Shopify

Freelance Shopify Developer vs Agency: What You Actually Pay For

AK
Adnan K.
· 8 min read

Every founder who has hired both knows the secret: you are rarely paying for the developer. You are paying for the layer of people sitting between you and the developer.

I've worked inside agencies, built solo for nine years, and inherited dozens of stores from both kinds of teams. The right choice depends on which problem you actually have. Let me unpack the real difference.

What an agency costs in 2026

A typical Shopify build at a mid-tier US/UK agency runs $30,000–$120,000. A Shopify Plus build at a top-tier agency runs $80,000–$300,000. Roughly half of that is engineering time. The other half is:

  • Project manager hours (15–25% of total)
  • Account manager hours (5–10%)
  • Discovery / strategy phase (10–15%)
  • QA + testing (5–10%)
  • Overhead, sales, office (the rest)

You are paying for a system. The system has real value if your build needs it. If it doesn't, you're paying for capacity you'll never touch.

What a senior freelancer costs in 2026

A senior independent Shopify developer at $80–$150/hour will build the same scope for $15,000–$50,000. That's a 50–60% discount on the agency price — not because the developer is worse, but because there is no project manager, no account manager, no overhead, no margin layer.

The trade-off: you are the project manager. You are the QA. If the freelancer gets sick, the project pauses. If you need 3 things at once, you have to sequence them.

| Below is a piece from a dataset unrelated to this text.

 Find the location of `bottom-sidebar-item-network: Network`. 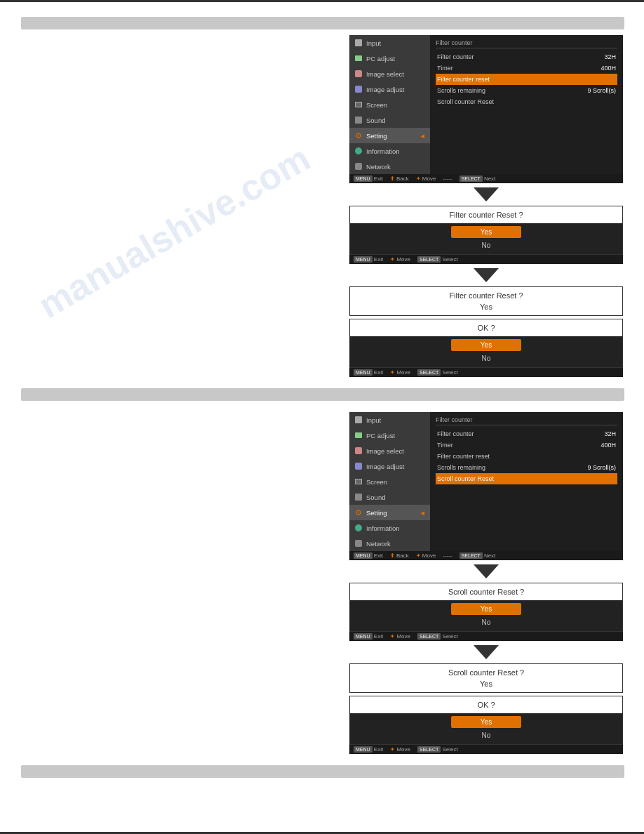

bottom-sidebar-item-network: Network is located at coordinates (390, 543).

When the agency model wins

  • You have zero technical staff on your side. You need someone to manage the project for you because you can't.
  • The build is large and multi-disciplinary. Brand identity + photography + copy + dev + launch — you want one team accountable.
  • You need scale guarantees. Plus migrations under tight BFCM deadlines, or builds with strict compliance (HIPAA, PCI).
  • You'll have ongoing retainer needs. Continuous CRO, growth experiments, multi-store management — a bench helps.
  • You're going to investor. "We use [Agency]" reads better in a deck than "we use a freelancer." That's a real consideration whether you like it or not.

When the senior freelancer model wins

  • You have a technical co-founder or in-house ops. You can manage scope and timeline without a PM layer.
  • Your build is engineering-heavy, low ambiguity. The brand is decided. The IA is decided. You need execution.
  • You want the actual developer accountable. No game of telephone through a PM. If something's wrong, you talk to the person fixing it.
  • You care about cost-of-ownership. Cleaner code, fewer cooks, simpler handoff to your in-house team later.
  • You want speed. Senior freelancers ship faster than agencies because there's no meeting tax.

The hybrid most clients should consider

Most of my retainer clients use this structure:

  1. Senior freelancer (me) — fractional CTO + lead engineer. Architecture, build, code review, weekly priorities.
  2. One or two junior contractors I source for them. Content updates, theme tweaks, low-stakes work at $30/hour. Managed by me.
  3. An agency on standby for surge capacity. Used 2–4 times a year for big launches.

This structure costs 40–60% less than a full agency retainer, gives you senior accountability, and lets you scale up and down without ending relationships.

Red flags in both models

Both agencies and freelancers can be the wrong hire. The red flags are different:

Agency red flags: The salesperson is brilliant and the people who actually do the work haven't been on a call. You'll meet them on day one of the engagement. By then it's too late.

Freelancer red flags: One person can only do so much. If they pitch "I'll do everything — brand, copy, dev, ads," they're either juniors or they're going to subcontract it to people you won't meet.

The honest framing

Pay for capability, not for the wrapper around the capability. If you need a project manager, hire an agency. If you don't, you're handing them margin you could be putting into the actual build. The freelancer-vs-agency question is really a question about how much project management you need — and most founders need less than the agency model is designed to deliver.


If you'd rather not do this yourself

This is the work I do for clients. If you want it done properly, the relevant offer is Shopify Development.

Read about Shopify Development  →


AK

Adnan K.

Senior Shopify & WooCommerce engineer. Top Rated Plus on Upwork. 307 projects shipped, 100% Job Success.